8/10
`The dead know only one thing: it's better to be alive'
22 August 2003
Warning: Spoilers
Mr. Stanley Kubrick was not a prolific director. After 71 years walking this Earth he left us with only 16 movies among which some of the most powerful cinematic experience to date. `Full Metal Jacket' is part of Mr. Kubrick's list of masterpiece and was released 12 years before his last movie `Eyes Wide Shut' as War always precedes Denial.

Having a total control on his Picture from the writing to the editing, what you see on the screen is what he wanted you to see…and what we see is close to a perfect demonstration: One can learn to kill. Through this learning one looses his individuality. By loosing his individuality one can loose is Innocence and reach Madness and of course during all those steps something can go wrong… To make this demonstration as obvious on paper as on screen you have to be methodic (as methodic as Stanley Kubrick) and you have to have the right actors and the right acting. Matthew Modine (Pvt Joker), Vincent D'Onofrio (Pvt Gomer Pyle) and R.Lee Ermey (Gunnery Sgt. Hartman) are a good example of how pristine the casting was. In order to draw a clear conclusion Stanley Kubrick used the chapter technique and delivers a 2 chapters demonstration.

Chapter One – The building of a Corp. – The Training. Here Mr. Kubrick shows us how a Marine Corp. is built, how one can learn to kill and how through this learning one looses his individuality. This building has to go through 2 major processes: Humiliation and Team building. The humiliation process consists in the destruction of your ego, because your ego is what makes you unique. If an organization breaks your ego then you are most likely to be just like everybody else. Private Gomer Pyle is the perfect example of how someone goes through this humiliating process: he is the most humiliated Private and we all remember this wonderful quote from the Gunnery Sergeant Hartman Drill Instructor (R.Lee Ermey):'Are you quitting on me?! Well, are you?! Then quit, you slimy *beep* walrus-looking piece of *beep*! etc…' The second process in the building of a Corp., is in fact the team building process: It is an equally important process because at the end of this process each team member only exists through the team, alone each of them is `equally worthless' as our favorite Sergeant Instructor would say. Obviously something will go wrong because there is no such thing as invincibility (it's a chimer at best, a lie). The suicide scene is therefore the transition between the notion of individuality and the notion of Corp., between chapter one and chapter two. Admirably played by our 3 protagonist (Private Joker and Pyle and the Sergeant Drill Instructor) it emphasis the only true statement of the movie: `we live in a world of *beep*' and `the dead know only one thing: it's better to be alive'.

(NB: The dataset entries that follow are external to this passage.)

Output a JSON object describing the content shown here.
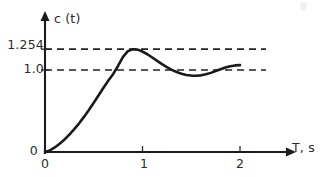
{
  "chart_data": {
    "type": "line",
    "title": "",
    "subtitle": "",
    "xlabel": "T, s",
    "ylabel": "c (t)",
    "xlim": [
      0,
      2.55
    ],
    "ylim": [
      0,
      1.55
    ],
    "grid": false,
    "legend": null,
    "x_ticks": [
      {
        "value": 0,
        "label": "0"
      },
      {
        "value": 1,
        "label": "1"
      },
      {
        "value": 2,
        "label": "2"
      }
    ],
    "y_ticks": [
      {
        "value": 0,
        "label": "0"
      },
      {
        "value": 1.0,
        "label": "1.0"
      },
      {
        "value": 1.254,
        "label": "1.254"
      }
    ],
    "reference_lines": [
      {
        "label": "1.254",
        "value": 1.254,
        "style": "dashed",
        "orientation": "horizontal"
      },
      {
        "label": "1.0",
        "value": 1.0,
        "style": "dashed",
        "orientation": "horizontal"
      }
    ],
    "annotations": [
      {
        "text": "overshoot peak 1.254 at t = 0.85 s"
      },
      {
        "text": "steady-state value 1.0"
      }
    ],
    "series": [
      {
        "name": "c (t)",
        "color": "#1a1a1a",
        "x": [
          0.0,
          0.05,
          0.1,
          0.15,
          0.2,
          0.25,
          0.3,
          0.35,
          0.4,
          0.45,
          0.5,
          0.55,
          0.6,
          0.65,
          0.7,
          0.75,
          0.8,
          0.85,
          0.9,
          0.95,
          1.0,
          1.05,
          1.1,
          1.15,
          1.2,
          1.25,
          1.3,
          1.35,
          1.4,
          1.45,
          1.5,
          1.55,
          1.6,
          1.65,
          1.7,
          1.75,
          1.8,
          1.85,
          1.9,
          1.95,
          2.0
        ],
        "y": [
          0.0,
          0.02,
          0.055,
          0.1,
          0.152,
          0.212,
          0.278,
          0.35,
          0.428,
          0.512,
          0.6,
          0.692,
          0.784,
          0.872,
          0.952,
          1.052,
          1.16,
          1.23,
          1.254,
          1.248,
          1.225,
          1.192,
          1.152,
          1.112,
          1.072,
          1.035,
          1.002,
          0.976,
          0.955,
          0.94,
          0.932,
          0.93,
          0.935,
          0.947,
          0.965,
          0.988,
          1.01,
          1.03,
          1.046,
          1.056,
          1.06
        ]
      }
    ]
  },
  "labels": {
    "y_axis_title": "c (t)",
    "x_axis_title": "T, s",
    "y_tick_origin": "0",
    "y_tick_one": "1.254",
    "y_tick_two": "1.0",
    "x_tick_zero": "0",
    "x_tick_one": "1",
    "x_tick_two": "2"
  },
  "colors": {
    "curve": "#1a1a1a",
    "axis": "#1c1c1c",
    "reference": "#232323",
    "background": "#ffffff",
    "text": "#2b2b2b"
  }
}
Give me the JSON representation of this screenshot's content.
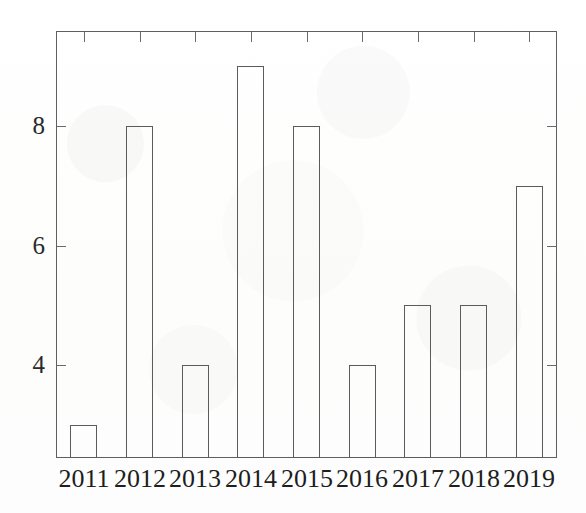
{
  "chart_data": {
    "type": "bar",
    "title": "",
    "subtitle": "",
    "xlabel": "",
    "ylabel": "",
    "categories": [
      "2011",
      "2012",
      "2013",
      "2014",
      "2015",
      "2016",
      "2017",
      "2018",
      "2019"
    ],
    "values": [
      3,
      8,
      4,
      9,
      8,
      4,
      5,
      5,
      7
    ],
    "series": [
      {
        "name": "count",
        "values": [
          3,
          8,
          4,
          9,
          8,
          4,
          5,
          5,
          7
        ]
      }
    ],
    "y_tick_labels": [
      "4",
      "6",
      "8"
    ],
    "y_tick_values": [
      4,
      6,
      8
    ],
    "ylim": [
      2.5,
      9.45
    ],
    "xlim": [
      "2010.6",
      "2019.6"
    ],
    "grid": false,
    "legend": null,
    "legend_position": "none",
    "bar_style": "unfilled-outline",
    "annotations": [],
    "colors": {
      "bar_fill": "#ffffff",
      "bar_outline": "#5b5b5b",
      "axis": "#5f5f5f",
      "text": "#1e1e1e",
      "background": "#fefefe"
    }
  },
  "axis": {
    "y_ticks": [
      {
        "label": "8",
        "value": 8
      },
      {
        "label": "6",
        "value": 6
      },
      {
        "label": "4",
        "value": 4
      }
    ],
    "x_ticks": [
      {
        "label": "2011"
      },
      {
        "label": "2012"
      },
      {
        "label": "2013"
      },
      {
        "label": "2014"
      },
      {
        "label": "2015"
      },
      {
        "label": "2016"
      },
      {
        "label": "2017"
      },
      {
        "label": "2018"
      },
      {
        "label": "2019"
      }
    ]
  }
}
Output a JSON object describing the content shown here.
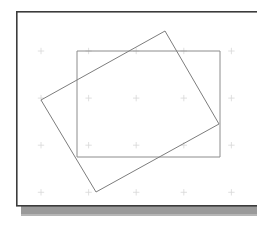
{
  "document": {
    "title": "Rotated Rectangle Overlay Figure",
    "background_color": "#ffffff",
    "width": 257,
    "height": 226
  },
  "page_sheet": {
    "name": "paper-sheet",
    "x": 16,
    "y": 11,
    "width": 241,
    "height": 195,
    "fill": "#ffffff",
    "border_color": "#3c3c3c",
    "border_width": 1.6
  },
  "page_shadow": {
    "name": "paper-shadow",
    "x": 21,
    "y": 206,
    "width": 236,
    "height": 9,
    "fill": "#9a9a9a",
    "edge_fill": "#b5b5b5"
  },
  "grid": {
    "visible": true,
    "tick_glyph": "plus-tick",
    "color": "#d8d8d8",
    "origin_x": 41,
    "origin_y": 51,
    "step_x": 47.6,
    "step_y": 47.1,
    "cols": 5,
    "rows": 4,
    "tick_size": 3.2
  },
  "shapes": [
    {
      "name": "axis-aligned-rectangle",
      "type": "rectangle",
      "stroke": "#8c8c8c",
      "stroke_width": 1.0,
      "fill": "none",
      "x": 77,
      "y": 51,
      "width": 143,
      "height": 106,
      "points": "77,51 220,51 220,157 77,157"
    },
    {
      "name": "rotated-rectangle",
      "type": "polygon",
      "stroke": "#7d7d7d",
      "stroke_width": 1.0,
      "fill": "none",
      "rotation_deg": -20.5,
      "points": "165,31 219,124 96,192 41,100",
      "vertices": [
        {
          "label": "top",
          "x": 165,
          "y": 31
        },
        {
          "label": "right",
          "x": 219,
          "y": 124
        },
        {
          "label": "bottom",
          "x": 96,
          "y": 192
        },
        {
          "label": "left",
          "x": 41,
          "y": 100
        }
      ]
    }
  ]
}
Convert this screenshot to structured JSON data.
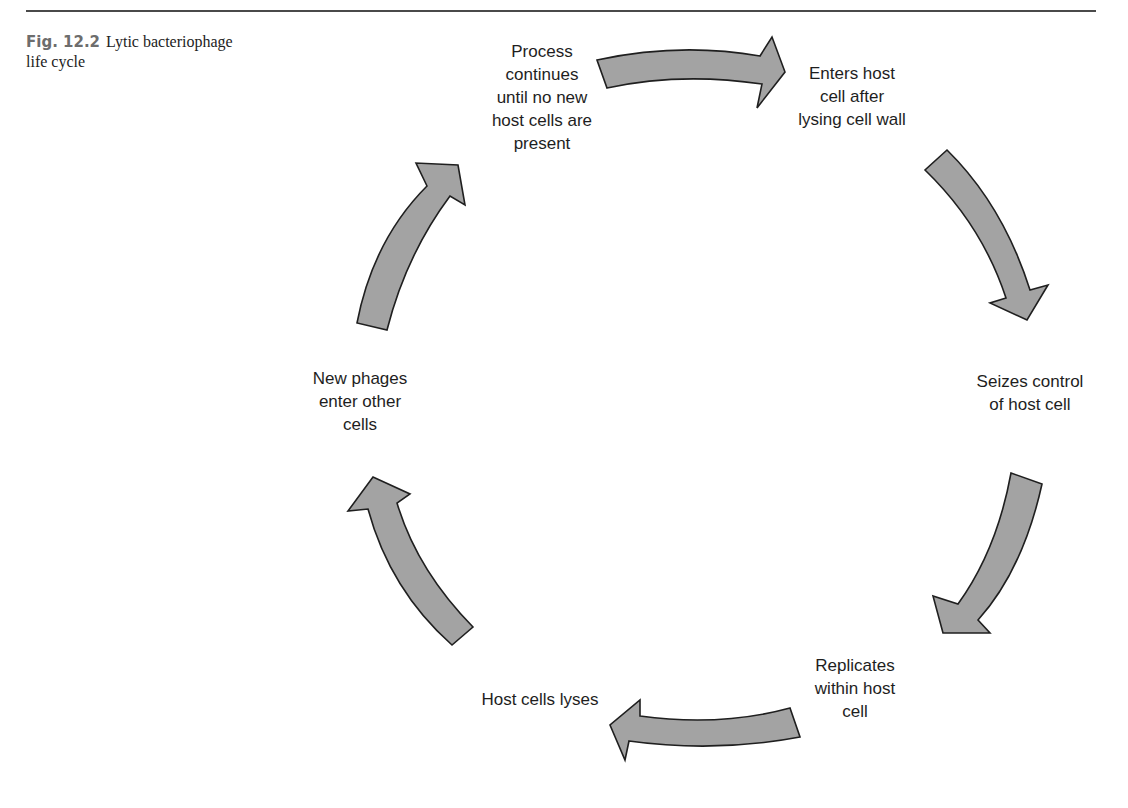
{
  "caption": {
    "figure_number": "Fig. 12.2",
    "title": "Lytic bacteriophage life cycle"
  },
  "colors": {
    "arrow_fill": "#a3a3a3",
    "arrow_stroke": "#1f1f1f",
    "rule": "#4a4a4a",
    "figure_number": "#6d6d6d",
    "text": "#1e1e1e"
  },
  "cycle": {
    "steps": [
      {
        "lines": [
          "Process",
          "continues",
          "until no new",
          "host cells are",
          "present"
        ]
      },
      {
        "lines": [
          "Enters host",
          "cell after",
          "lysing cell wall"
        ]
      },
      {
        "lines": [
          "Seizes control",
          "of host cell"
        ]
      },
      {
        "lines": [
          "Replicates",
          "within host",
          "cell"
        ]
      },
      {
        "lines": [
          "Host cells lyses"
        ]
      },
      {
        "lines": [
          "New phages",
          "enter other",
          "cells"
        ]
      }
    ],
    "arrows": [
      {
        "icon": "curved-arrow-right-icon",
        "from_step": 0,
        "to_step": 1
      },
      {
        "icon": "curved-arrow-down-icon",
        "from_step": 1,
        "to_step": 2
      },
      {
        "icon": "curved-arrow-down-left-icon",
        "from_step": 2,
        "to_step": 3
      },
      {
        "icon": "curved-arrow-left-icon",
        "from_step": 3,
        "to_step": 4
      },
      {
        "icon": "curved-arrow-up-left-icon",
        "from_step": 4,
        "to_step": 5
      },
      {
        "icon": "curved-arrow-up-right-icon",
        "from_step": 5,
        "to_step": 0
      }
    ]
  }
}
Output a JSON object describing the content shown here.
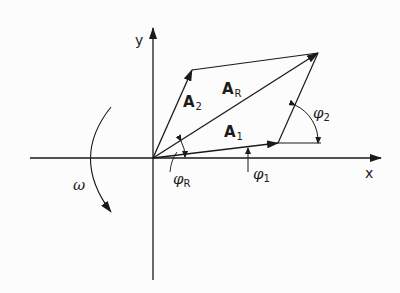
{
  "diagram": {
    "type": "phasor-vector-addition",
    "axes": {
      "x_label": "x",
      "y_label": "y"
    },
    "vectors": [
      {
        "id": "A1",
        "label": "A",
        "subscript": "1"
      },
      {
        "id": "A2",
        "label": "A",
        "subscript": "2"
      },
      {
        "id": "AR",
        "label": "A",
        "subscript": "R"
      }
    ],
    "angles": [
      {
        "id": "phi1",
        "symbol": "φ",
        "subscript": "1"
      },
      {
        "id": "phi2",
        "symbol": "φ",
        "subscript": "2"
      },
      {
        "id": "phiR",
        "symbol": "φ",
        "subscript": "R"
      }
    ],
    "rotation": {
      "symbol": "ω",
      "direction": "counterclockwise"
    },
    "colors": {
      "line": "#1a1a1a",
      "background": "#fcfcfc"
    }
  }
}
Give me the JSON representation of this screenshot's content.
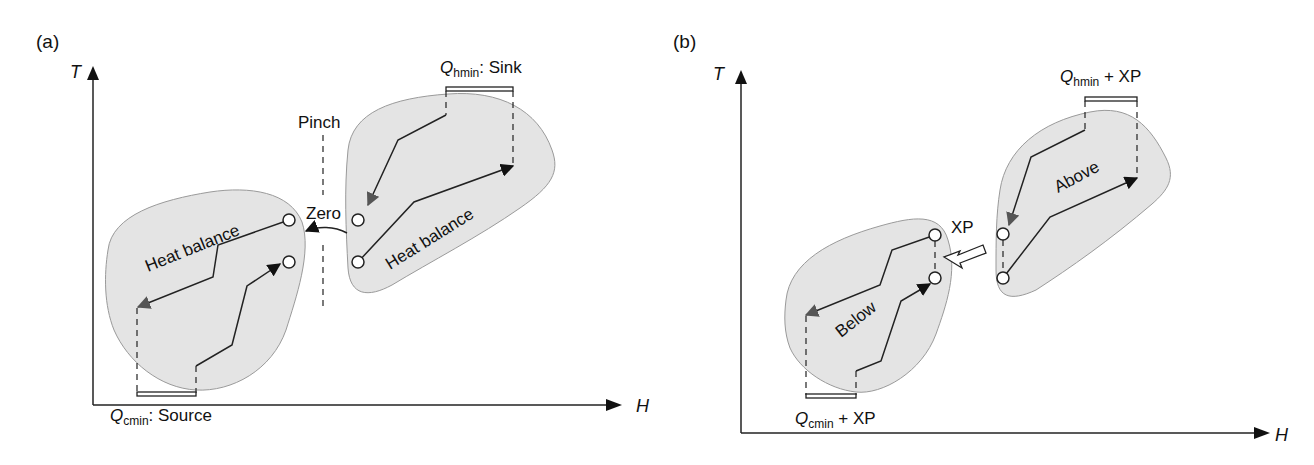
{
  "panels": {
    "a": {
      "tag": "(a)",
      "y_axis": "T",
      "x_axis": "H",
      "pinch_label": "Pinch",
      "zero_label": "Zero",
      "left_region_label": "Heat balance",
      "right_region_label": "Heat balance",
      "hot_utility": {
        "symbol": "Q",
        "subscript": "hmin",
        "suffix": ": Sink"
      },
      "cold_utility": {
        "symbol": "Q",
        "subscript": "cmin",
        "suffix": ": Source"
      }
    },
    "b": {
      "tag": "(b)",
      "y_axis": "T",
      "x_axis": "H",
      "xp_label": "XP",
      "below_label": "Below",
      "above_label": "Above",
      "hot_utility": {
        "symbol": "Q",
        "subscript": "hmin",
        "suffix": " + XP"
      },
      "cold_utility": {
        "symbol": "Q",
        "subscript": "cmin",
        "suffix": " + XP"
      }
    }
  },
  "colors": {
    "region_fill": "#e4e4e4",
    "region_stroke": "#9a9a9a",
    "line": "#222222"
  }
}
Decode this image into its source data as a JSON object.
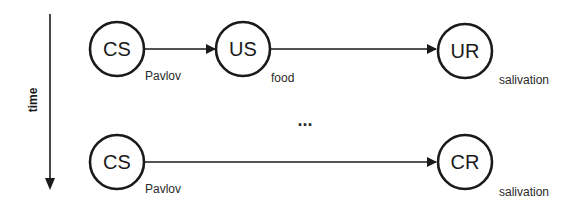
{
  "diagram": {
    "type": "classical-conditioning",
    "time_axis": {
      "label": "time",
      "direction": "down"
    },
    "rows": [
      {
        "nodes": [
          {
            "id": "cs1",
            "label": "CS",
            "caption": "Pavlov"
          },
          {
            "id": "us1",
            "label": "US",
            "caption": "food"
          },
          {
            "id": "ur1",
            "label": "UR",
            "caption": "salivation"
          }
        ],
        "edges": [
          {
            "from": "cs1",
            "to": "us1"
          },
          {
            "from": "us1",
            "to": "ur1"
          }
        ]
      },
      {
        "nodes": [
          {
            "id": "cs2",
            "label": "CS",
            "caption": "Pavlov"
          },
          {
            "id": "cr2",
            "label": "CR",
            "caption": "salivation"
          }
        ],
        "edges": [
          {
            "from": "cs2",
            "to": "cr2"
          }
        ]
      }
    ],
    "ellipsis": "...",
    "colors": {
      "stroke": "#1a1a1a",
      "background": "#ffffff"
    }
  }
}
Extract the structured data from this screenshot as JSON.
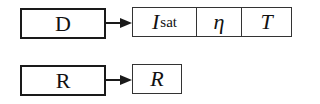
{
  "diagram": {
    "rows": [
      {
        "component": "D",
        "params": [
          {
            "symbol": "I",
            "subscript": "sat"
          },
          {
            "symbol": "η",
            "subscript": ""
          },
          {
            "symbol": "T",
            "subscript": ""
          }
        ]
      },
      {
        "component": "R",
        "params": [
          {
            "symbol": "R",
            "subscript": ""
          }
        ]
      }
    ]
  }
}
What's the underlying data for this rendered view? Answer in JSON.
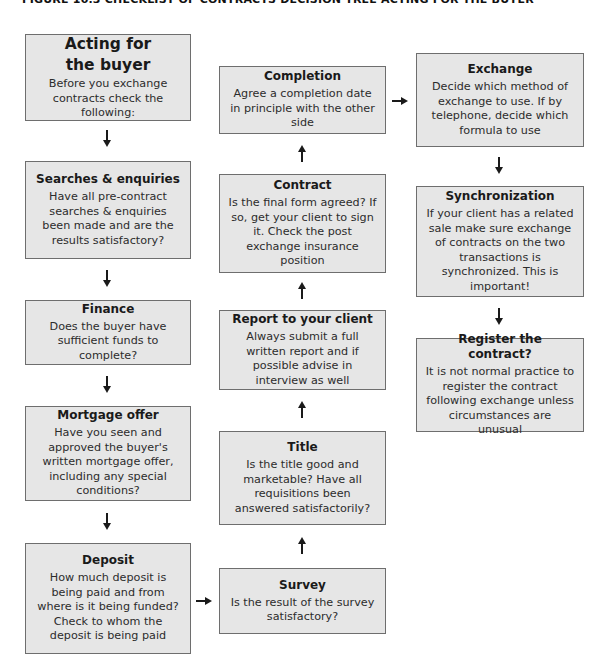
{
  "figure": {
    "title": "FIGURE 10.3 CHECKLIST OF CONTRACTS DECISION TREE ACTING FOR THE BUYER"
  },
  "boxes": {
    "acting": {
      "heading": "Acting for the buyer",
      "text": "Before you exchange contracts check the following:"
    },
    "searches": {
      "heading": "Searches & enquiries",
      "text": "Have all pre-contract searches & enquiries been made and are the results satisfactory?"
    },
    "finance": {
      "heading": "Finance",
      "text": "Does the buyer have sufficient funds to complete?"
    },
    "mortgage": {
      "heading": "Mortgage offer",
      "text": "Have you seen and approved the buyer's written mortgage offer, including any special conditions?"
    },
    "deposit": {
      "heading": "Deposit",
      "text": "How much deposit is being paid and from where is it being funded? Check to whom the deposit is being paid"
    },
    "survey": {
      "heading": "Survey",
      "text": "Is the result of the survey satisfactory?"
    },
    "title": {
      "heading": "Title",
      "text": "Is the title good and marketable? Have all requisitions been answered satisfactorily?"
    },
    "report": {
      "heading": "Report to your client",
      "text": "Always submit a full written report and if possible advise in interview as well"
    },
    "contract": {
      "heading": "Contract",
      "text": "Is the final form agreed? If so, get your client to sign it. Check the post exchange insurance position"
    },
    "completion": {
      "heading": "Completion",
      "text": "Agree a completion date in principle with the other side"
    },
    "exchange": {
      "heading": "Exchange",
      "text": "Decide which method of exchange to use. If by telephone, decide which formula to use"
    },
    "synchronization": {
      "heading": "Synchronization",
      "text": "If your client has a related sale make sure exchange of contracts on the two transactions is synchronized. This is important!"
    },
    "register": {
      "heading": "Register the contract?",
      "text": "It is not normal practice to register the contract following exchange unless circumstances are unusual"
    }
  },
  "colors": {
    "box_fill": "#e6e6e6",
    "box_border": "#6e6e6e",
    "arrow": "#1a1a1a"
  }
}
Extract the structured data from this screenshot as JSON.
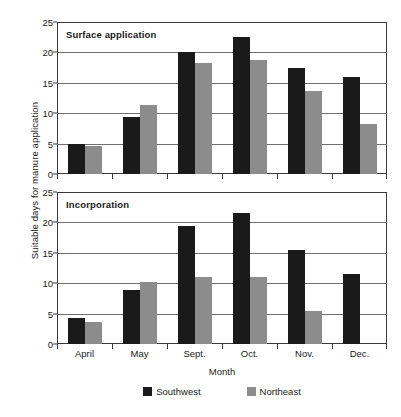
{
  "chart_data": {
    "type": "bar",
    "title": "",
    "xlabel": "Month",
    "ylabel": "Suitable days for manure application",
    "categories": [
      "April",
      "May",
      "Sept.",
      "Oct.",
      "Nov.",
      "Dec."
    ],
    "ylim": [
      0,
      25
    ],
    "yticks": [
      0,
      5,
      10,
      15,
      20,
      25
    ],
    "grid": true,
    "legend_position": "bottom-center",
    "legend": [
      {
        "name": "Southwest",
        "color": "#1a1a1a"
      },
      {
        "name": "Northeast",
        "color": "#8c8c8c"
      }
    ],
    "panels": [
      {
        "title": "Surface application",
        "series": [
          {
            "name": "Southwest",
            "color": "#1a1a1a",
            "values": [
              4.9,
              9.3,
              20.0,
              22.6,
              17.5,
              16.0
            ]
          },
          {
            "name": "Northeast",
            "color": "#8c8c8c",
            "values": [
              4.6,
              11.4,
              18.2,
              18.8,
              13.6,
              8.3
            ]
          }
        ]
      },
      {
        "title": "Incorporation",
        "series": [
          {
            "name": "Southwest",
            "color": "#1a1a1a",
            "values": [
              4.2,
              8.9,
              19.4,
              21.5,
              15.5,
              11.5
            ]
          },
          {
            "name": "Northeast",
            "color": "#8c8c8c",
            "values": [
              3.6,
              10.2,
              11.1,
              11.0,
              5.4,
              null
            ]
          }
        ]
      }
    ]
  }
}
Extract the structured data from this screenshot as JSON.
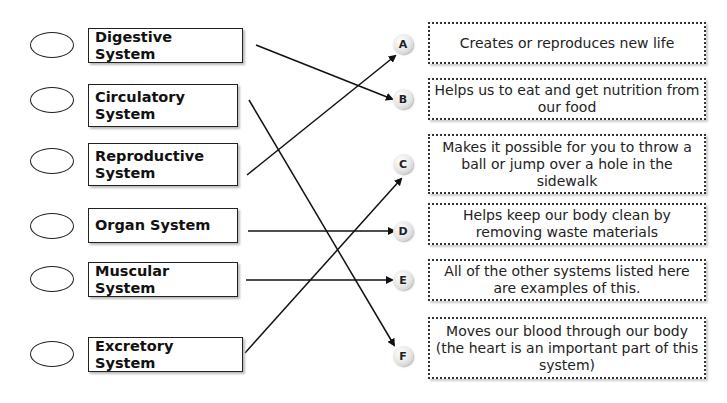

Chapter Two – Disintegration of a Corp. – The War. This second piece of the demonstration (one can loose his innocence) is fueled with two dynamics: the desire of the killing and the reality of war. The desire of the killing is impersonating by Pvt `Joker', he is a combat correspondent who doesn't really understand the meaning of this War. At the same time he is `born to kill' and think that the combat will bring meaning to this absurdity. This contradiction is very well sum up in the following memorable quote from Pvt Joker: `I wanted to meet stimulating and interesting people of an ancient culture and kill them. I wanted to be the first kid on my block to get a confirmed kill.' As soon as Pvt Joker links up with Pvt Cowboy, Mr. Kubrick makes us dive in `the reality of war' and the disintegration of the Corp. begins: The lieutenant goes first with him the authority, one by one the Marines falls under the fire of a sniper. The climax of this chapter is the fugitive vision of the sniper. The platoon has reached the border of Madness, where `a day without blood is like a day without sunshine'. Did Pvt Joker found the meaning he was looking for? Can we control the dogs of war once we've unleashed them? Once again there is no lesson only one statement as the thoughts of Pvt Joker `drift back to erect nipple wet dreams about Mary Jane Rottencrotch and the Great Homecoming *beep* Fantasy.' He is `so happy that he is alive, in one piece and short. He lives in a world of *beep* yes. But he is alive and not afraid'.

Innocence is lost forever…left on the ground by the corpses and their `Full Metal Jackets'.